US Vice-President Kamala Harris also met with Duda in Warsaw earlier this month, with both condemning Russia’s military action, especially against civilians.

That meeting came shortly after the United States rejected a Polish offer to send MiG-29 fighter jets to Ukraine via a US airbase – an offer which caught US officials off guard – saying the proposal raised “serious concerns” for the entire Nato alliance.

On Thursday, Biden will attend an emergency Nato Summit on Ukraine as well as a G7 meeting. He will also join a scheduled European Council Summit to discuss Ukraine “including transatlantic efforts to impose economic costs on Russia, provide humanitarian support to those affected by the violence, and address other challenges related to the conflict,” the White House said.

The US has supplied Ukraine with anti-tank and anti-aircraft weapons.

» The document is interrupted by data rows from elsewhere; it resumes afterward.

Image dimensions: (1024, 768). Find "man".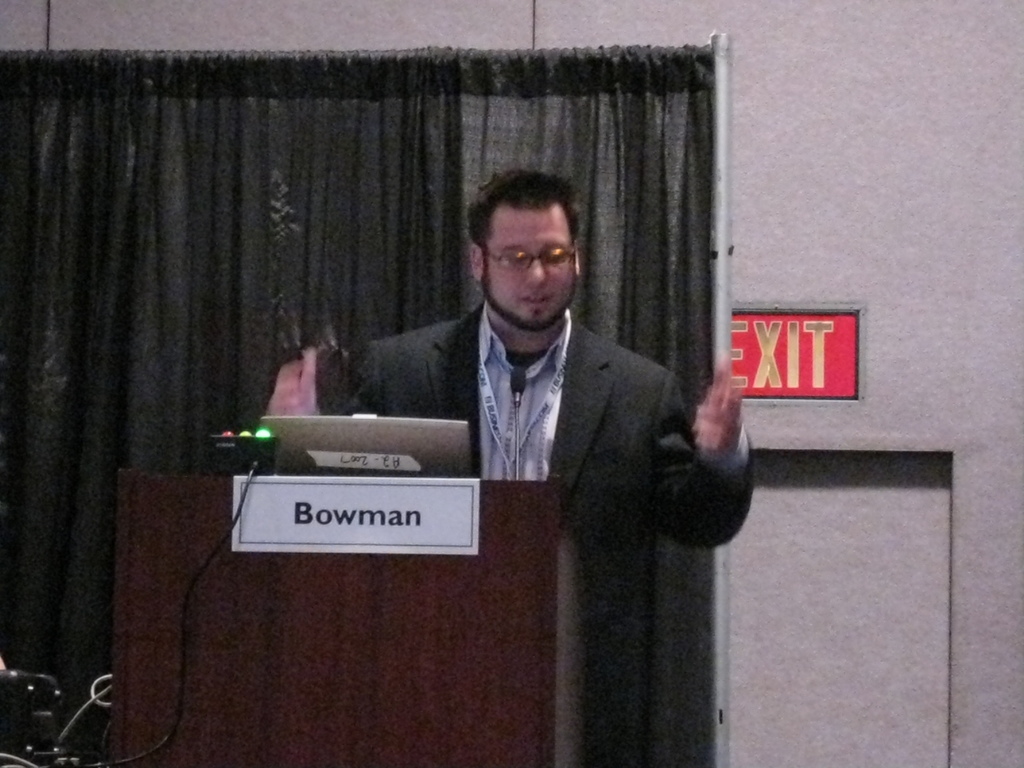
rect(268, 163, 754, 767).
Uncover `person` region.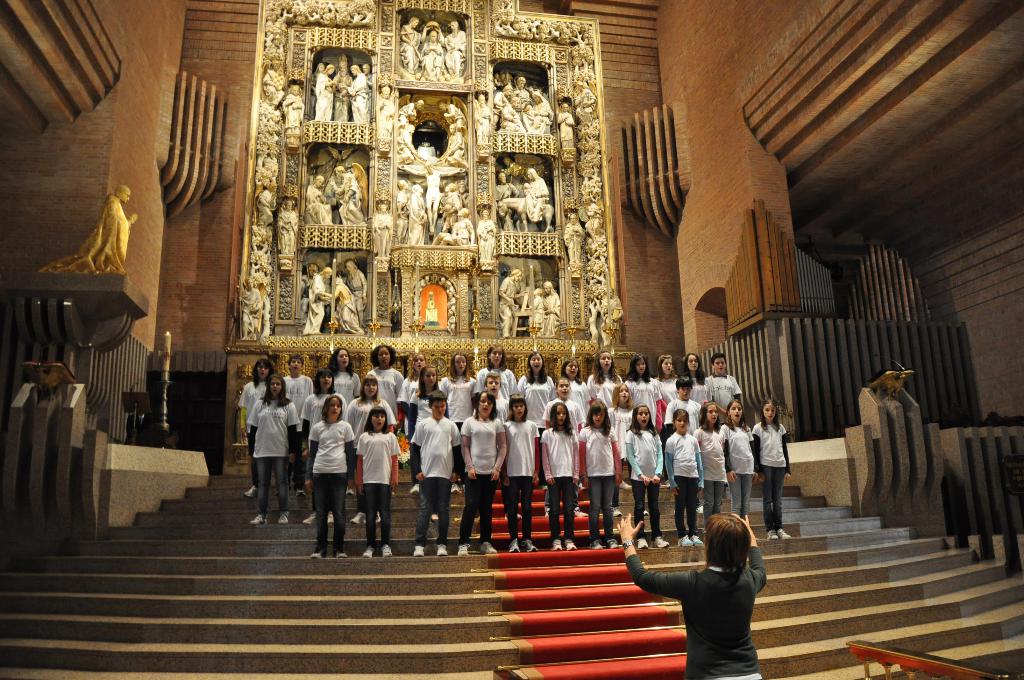
Uncovered: box=[693, 400, 730, 524].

Biden has announced US$800 million in new security assistance to Kyiv, answering Ukrainian President Volodymyr Zelensky’s plea for more military aid and taking total US aid this month to US$1 billion.

Last week, Biden and China’s President Xi Jinping spoke for two hours, their first conversation since the invasion of Ukraine last month.

According to official accounts of the conversation, Xi told Biden that China regrets the war, but criticised American sanctions. Biden warned of “implications and consequences” if Beijing provided material support to Russia.